The future of religious liberty, more than that of Judge Amy Coney Barrett, is at stake in the coming debate about her Supreme Court confirmation.
The Great Myth of Israeli Annexation, Part II: De Facto Sovereignty

Israeli Prime Minister Benjamin Netanyahu did not make good on a repeated campaign promise to formally apply Israel’s sovereignty to contested lands.
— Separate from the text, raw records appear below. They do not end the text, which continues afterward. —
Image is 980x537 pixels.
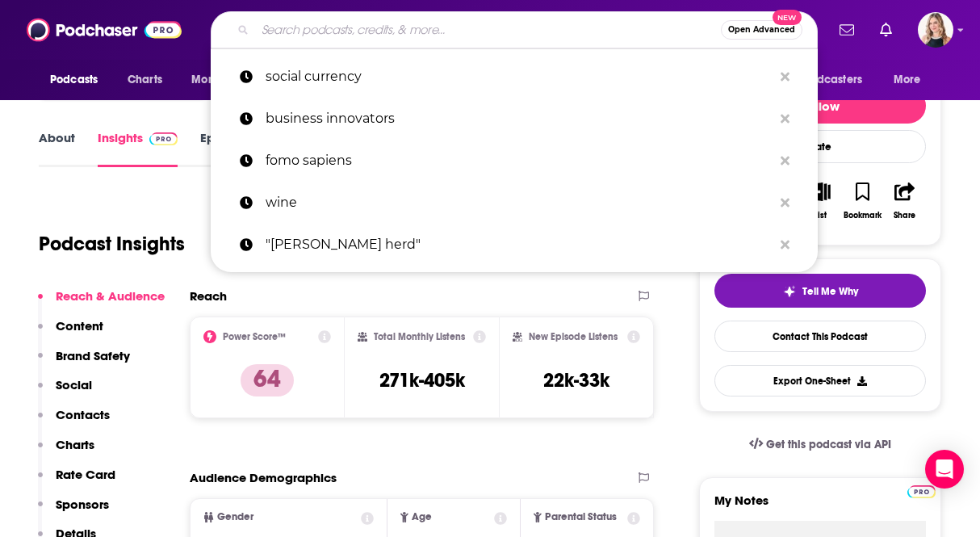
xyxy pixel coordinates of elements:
[265,97,773,140] p: business innovators
[783,285,796,298] img: tell me why sparkle
[412,512,432,522] span: Age
[38,348,130,378] button: Brand Safety
[529,331,618,342] h2: New Episode Listens
[38,467,115,497] button: Rate Card
[766,438,892,451] span: Get this podcast via API
[882,65,942,96] button: open menu
[38,497,109,526] button: Sponsors
[189,470,337,485] h2: Audience Demographics
[736,425,904,464] a: Get this podcast via API
[926,450,964,488] div: Open Intercom Messenger
[265,182,773,224] p: wine
[211,182,818,224] a: wine
[715,130,927,163] div: Rate
[38,288,165,318] button: Reach & Audience
[218,512,253,522] span: Gender
[715,274,927,307] button: tell me why sparkleTell Me Why
[265,55,773,97] p: social currency
[374,331,465,342] h2: Total Monthly Listens
[55,318,103,334] p: Content
[38,437,95,467] button: Charts
[55,407,110,422] p: Contacts
[834,16,861,43] a: Show notifications dropdown
[149,132,177,145] img: Podchaser Pro
[255,17,721,43] input: Search podcasts, credits, & more...
[117,65,172,96] a: Charts
[128,68,162,91] span: Charts
[55,497,109,512] p: Sponsors
[908,483,936,498] a: Pro website
[380,368,465,392] h3: 271k-405k
[98,130,177,167] a: InsightsPodchaser Pro
[874,16,898,43] a: Show notifications dropdown
[38,65,119,96] button: open menu
[241,364,294,396] p: 64
[773,9,802,25] span: New
[721,21,803,39] button: Open AdvancedNew
[918,12,954,48] button: Show profile menu
[189,288,227,304] h2: Reach
[785,68,863,91] span: For Podcasters
[715,321,927,351] a: Contact This Podcast
[715,492,927,520] label: My Notes
[55,348,130,363] p: Brand Safety
[775,65,886,96] button: open menu
[543,368,610,392] h3: 22k-33k
[26,14,182,45] img: Podchaser - Follow, Share and Rate Podcasts
[211,224,818,265] a: "[PERSON_NAME] herd"
[55,288,165,304] p: Reach & Audience
[908,485,936,498] img: Podchaser Pro
[191,68,249,91] span: Monitoring
[211,97,818,140] a: business innovators
[55,467,115,482] p: Rate Card
[799,172,841,230] button: List
[918,12,954,48] img: User Profile
[265,224,773,265] p: "whitney wolfe herd"
[884,172,927,230] button: Share
[180,65,270,96] button: open menu
[715,365,927,396] button: Export One-Sheet
[894,68,921,91] span: More
[38,407,110,437] button: Contacts
[729,26,795,34] span: Open Advanced
[545,512,617,522] span: Parental Status
[38,231,185,256] h1: Podcast Insights
[55,377,92,392] p: Social
[38,130,75,167] a: About
[844,211,882,220] div: Bookmark
[50,68,98,91] span: Podcasts
[814,211,827,220] div: List
[211,55,818,97] a: social currency
[894,211,915,220] div: Share
[211,11,818,49] div: Search podcasts, credits, & more...
[265,140,773,182] p: fomo sapiens
[38,377,92,407] button: Social
[715,88,927,124] button: Follow
[841,172,883,230] button: Bookmark
[223,331,286,342] h2: Power Score™
[38,318,103,348] button: Content
[55,437,95,452] p: Charts
[803,285,858,298] span: Tell Me Why
[211,140,818,182] a: fomo sapiens
[918,12,954,48] span: Logged in as Ilana.Dvir
[201,130,275,167] a: Episodes41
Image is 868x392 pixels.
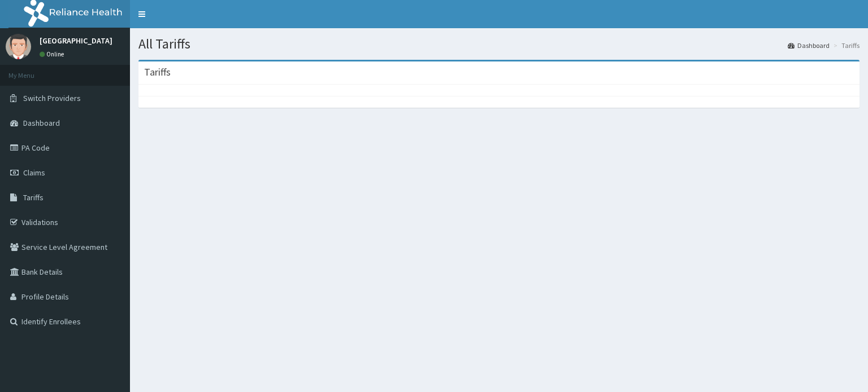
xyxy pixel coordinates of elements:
[23,192,44,202] span: Tariffs
[139,37,859,51] h1: All Tariffs
[40,37,113,44] p: [GEOGRAPHIC_DATA]
[40,50,67,58] a: Online
[5,34,31,59] img: User Image
[830,41,859,50] li: Tariffs
[23,118,60,128] span: Dashboard
[144,67,171,77] h3: Tariffs
[23,93,81,104] span: Switch Providers
[787,41,829,50] a: Dashboard
[23,168,45,178] span: Claims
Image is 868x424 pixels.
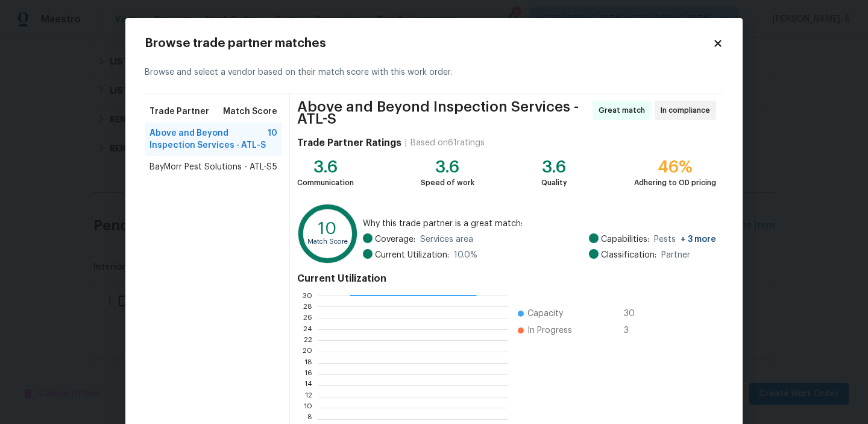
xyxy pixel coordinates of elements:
[297,273,716,284] h4: Current Utilization
[421,177,474,189] div: Speed of work
[297,177,354,189] div: Communication
[303,314,312,321] text: 26
[420,233,473,246] span: Services area
[661,104,715,116] span: In compliance
[297,161,354,173] div: 3.6
[624,308,644,320] span: 30
[601,233,649,246] span: Capabilities:
[599,104,650,116] span: Great match
[527,325,572,337] span: In Progress
[454,249,478,261] span: 10.0 %
[411,137,485,149] div: Based on 61 ratings
[305,382,312,389] text: 14
[297,101,589,125] span: Above and Beyond Inspection Services - ATL-S
[150,105,210,118] span: Trade Partner
[303,303,312,310] text: 28
[267,127,278,151] span: 10
[654,233,716,246] span: Pests
[305,359,312,367] text: 18
[634,177,716,189] div: Adhering to OD pricing
[661,249,690,261] span: Partner
[304,404,312,411] text: 10
[307,416,312,423] text: 8
[305,393,312,400] text: 12
[303,348,312,355] text: 20
[150,127,267,151] span: Above and Beyond Inspection Services - ATL-S
[305,370,312,378] text: 16
[375,233,416,246] span: Coverage:
[375,249,449,261] span: Current Utilization:
[527,308,563,320] span: Capacity
[401,137,411,149] div: |
[318,220,337,237] text: 10
[363,218,716,230] span: Why this trade partner is a great match:
[273,161,278,173] span: 5
[624,325,644,337] span: 3
[150,161,272,173] span: BayMorr Pest Solutions - ATL-S
[223,105,278,118] span: Match Score
[541,177,567,189] div: Quality
[145,37,713,50] h2: Browse trade partner matches
[303,326,312,333] text: 24
[297,137,401,149] h4: Trade Partner Ratings
[601,249,656,261] span: Classification:
[634,161,716,173] div: 46%
[303,292,312,299] text: 30
[304,337,312,344] text: 22
[145,52,723,93] div: Browse and select a vendor based on their match score with this work order.
[307,238,348,245] text: Match Score
[681,235,716,244] span: + 3 more
[421,161,474,173] div: 3.6
[541,161,567,173] div: 3.6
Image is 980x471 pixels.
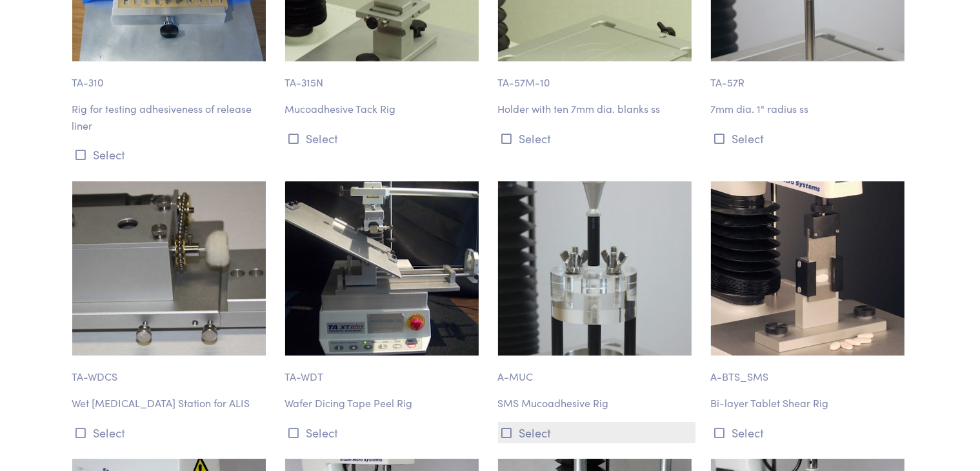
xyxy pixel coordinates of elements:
button: Select [285,128,483,149]
button: Select [72,144,270,165]
img: a-muc-mucpadhesive-fixture.jpg [498,182,691,356]
button: Select [498,422,696,444]
p: TA-WDCS [72,356,270,385]
p: Wafer Dicing Tape Peel Rig [285,395,483,412]
p: A-BTS_SMS [711,356,908,385]
p: SMS Mucoadhesive Rig [498,395,696,412]
button: Select [711,128,908,149]
p: TA-57R [711,61,908,91]
p: A-MUC [498,356,696,385]
button: Select [498,128,696,149]
p: Wet [MEDICAL_DATA] Station for ALIS [72,395,270,412]
p: TA-310 [72,61,270,91]
img: adhesion-ta_wdcs-wet-dry-cleaning-station.jpg [72,182,266,356]
img: pharma-a_bts-bi-layer-tablet-shear-rig-2.jpg [711,182,905,356]
p: Rig for testing adhesiveness of release liner [72,101,270,133]
button: Select [711,422,908,444]
p: Bi-layer Tablet Shear Rig [711,395,908,412]
button: Select [72,422,270,444]
p: TA-315N [285,61,483,91]
p: Holder with ten 7mm dia. blanks ss [498,101,696,118]
p: Mucoadhesive Tack Rig [285,101,483,118]
img: wafer-dicing-tape-peel-rig.jpg [285,182,479,356]
p: TA-57M-10 [498,61,696,91]
p: TA-WDT [285,356,483,385]
button: Select [285,422,483,444]
p: 7mm dia. 1" radius ss [711,101,908,118]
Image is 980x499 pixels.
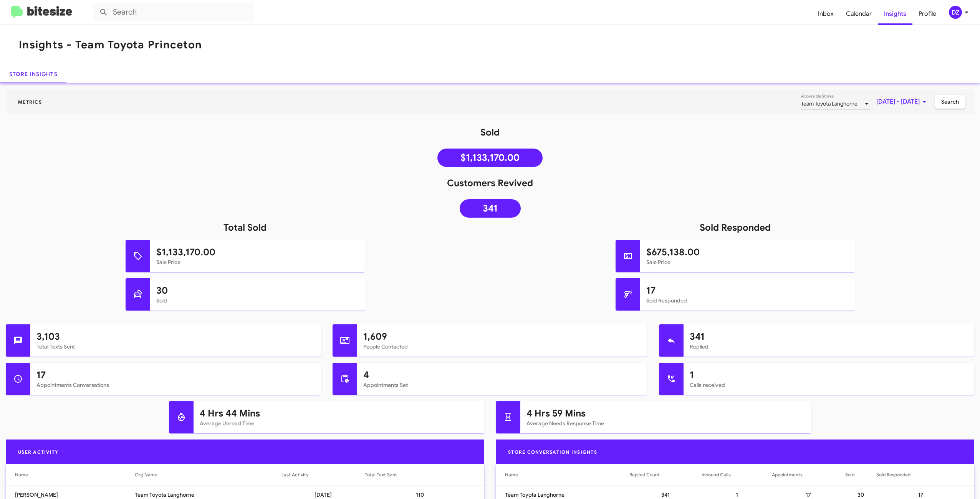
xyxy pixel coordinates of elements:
[801,100,857,107] span: Team Toyota Langhorne
[941,95,959,109] span: Search
[364,381,642,389] mat-card-subtitle: Appointments Set
[647,246,848,258] h1: $675,138.00
[913,3,943,25] a: Profile
[629,471,702,478] div: Replied Count
[461,154,520,162] span: $1,133,170.00
[364,343,642,350] mat-card-subtitle: People Contacted
[943,6,972,19] button: DZ
[156,246,359,258] h1: $1,133,170.00
[12,449,65,455] span: User Activity
[877,95,929,109] span: [DATE] - [DATE]
[135,471,282,478] div: Org Name
[647,297,848,304] mat-card-subtitle: Sold Responded
[364,330,642,343] h1: 1,609
[505,471,518,478] div: Name
[702,471,731,478] div: Inbound Calls
[690,343,968,350] mat-card-subtitle: Replied
[812,3,840,25] a: Inbox
[37,343,315,350] mat-card-subtitle: Total Texts Sent
[365,471,475,478] div: Total Text Sent
[702,471,772,478] div: Inbound Calls
[93,3,254,21] input: Search
[690,330,968,343] h1: 341
[690,381,968,389] mat-card-subtitle: Calls received
[772,471,845,478] div: Appointments
[845,471,855,478] div: Sold
[878,3,913,25] a: Insights
[870,95,935,109] button: [DATE] - [DATE]
[502,449,603,455] span: Store Conversation Insights
[37,330,315,343] h1: 3,103
[877,471,965,478] div: Sold Responded
[15,471,135,478] div: Name
[12,99,48,105] span: Metrics
[364,369,642,381] h1: 4
[527,407,805,420] h1: 4 Hrs 59 Mins
[135,471,158,478] div: Org Name
[282,471,365,478] div: Last Activity
[935,95,965,109] button: Search
[877,471,910,478] div: Sold Responded
[840,3,878,25] a: Calendar
[690,369,968,381] h1: 1
[156,297,359,304] mat-card-subtitle: Sold
[772,471,803,478] div: Appointments
[37,381,315,389] mat-card-subtitle: Appointments Conversations
[647,284,848,297] h1: 17
[629,471,660,478] div: Replied Count
[37,369,315,381] h1: 17
[156,284,359,297] h1: 30
[949,6,962,19] div: DZ
[527,420,805,427] mat-card-subtitle: Average Needs Response Time
[282,471,309,478] div: Last Activity
[490,222,980,234] h1: Sold Responded
[845,471,877,478] div: Sold
[647,258,848,266] mat-card-subtitle: Sale Price
[483,204,498,212] span: 341
[200,420,478,427] mat-card-subtitle: Average Unread Time
[156,258,359,266] mat-card-subtitle: Sale Price
[365,471,397,478] div: Total Text Sent
[200,407,478,420] h1: 4 Hrs 44 Mins
[505,471,629,478] div: Name
[19,39,202,51] h1: Insights - Team Toyota Princeton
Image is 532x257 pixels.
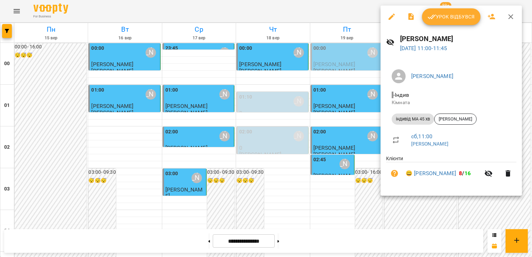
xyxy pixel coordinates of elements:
span: Урок відбувся [428,13,475,21]
span: - Індив [392,92,411,98]
a: [PERSON_NAME] [411,141,449,147]
span: 16 [465,170,471,177]
a: 😀 [PERSON_NAME] [406,169,456,178]
span: 8 [459,170,462,177]
h6: [PERSON_NAME] [400,33,517,44]
button: Візит ще не сплачено. Додати оплату? [386,165,403,182]
div: [PERSON_NAME] [434,114,477,125]
a: сб , 11:00 [411,133,433,140]
a: [PERSON_NAME] [411,73,453,79]
span: [PERSON_NAME] [435,116,476,122]
b: / [459,170,471,177]
ul: Клієнти [386,155,517,187]
button: Урок відбувся [422,8,481,25]
a: [DATE] 11:00-11:45 [400,45,448,52]
span: індивід МА 45 хв [392,116,434,122]
p: Кімната [392,99,511,106]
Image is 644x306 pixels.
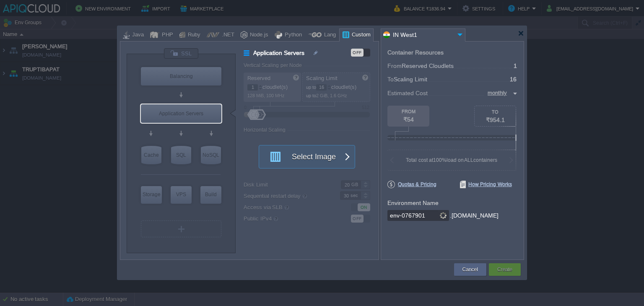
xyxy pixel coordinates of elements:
div: .[DOMAIN_NAME] [450,210,498,221]
span: How Pricing Works [460,181,512,188]
div: VPS [171,186,192,203]
div: PHP [159,29,173,42]
div: Create New Layer [141,220,221,237]
div: .NET [219,29,235,42]
div: Load Balancer [141,67,221,86]
div: Python [282,29,302,42]
button: Cancel [463,265,478,274]
div: Cache [141,146,162,164]
div: Java [130,29,144,42]
div: Container Resources [387,49,443,55]
div: SQL Databases [171,146,191,164]
div: Ruby [185,29,201,42]
div: Application Servers [141,104,221,123]
div: Storage Containers [141,186,162,204]
button: Create [497,265,512,274]
label: Environment Name [387,199,438,206]
div: SQL [171,146,191,164]
button: Select Image [264,146,340,168]
div: Node.js [247,29,268,42]
div: Storage [141,186,162,203]
div: Custom [349,29,371,42]
div: OFF [351,49,364,57]
div: Lang [321,29,336,42]
div: NoSQL [201,146,221,164]
div: Balancing [141,67,221,86]
div: Elastic VPS [171,186,192,204]
span: Quotas & Pricing [387,181,436,188]
div: Build [201,186,221,203]
div: Build Node [201,186,221,204]
div: NoSQL Databases [201,146,221,164]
Yet the Arab world’s recognition of de facto Jewish sovereignty represents a major diplomatic achievement.
Who Will Deal with Turkey?

How is the U.S. supposed to deal with Erdogan, the head of NATO member Turkey—a strategically placed ally, traversing two continents, that Washington has long viewed as indispensable?
Infidel – A Movie Review by Steven Emerson

“Infidel” tells the gripping story of an American Christian blogger, played by Jim Caviezel, who is invited to speak at an interfaith dialogue conference in Cairo at the prestigious Al Azhar University.
Arrest Sheds New Light on Joint Hizballah/Quds Force Terror Unit

The program fits in well with Hizballah and Iran’s agenda of using human shields to protect offensive capabilities designed to target Israeli civilians.
Jewish Groups React to Trump Nomination of Amy Coney Barrett to US Supreme Court

If confirmed, the candidate would strengthen the conservative bent on the nation’s highest court with a 6-3 majority—two of whom, Justices Neil Gorsuch and Brett Kavanaugh, were appointed under Trump in 2017 and 2018, respectively.
RBG: An American Jewish Justice Warrior

Many have no awareness that the Jews are a historic nation, bound by their own system of law and a common language, history, institutions and culture, and that they are the only people for whom the land of Israel was ever their national kingdom.
Israel’s Cautionary Tale for Risk-Averse Republicans

The battle over the vacancy on the Supreme Court created by Justice Ruth Bader Ginsburg’s death drives home the extent to which judicial politics have become polarized, ugly and disruptive.
RBG and How to Save a Corrosive Political Culture

The friendship between the late justices Ruth Bader Ginsburg and Antonin Scalia provides a model for how all Americans should interact with political foes.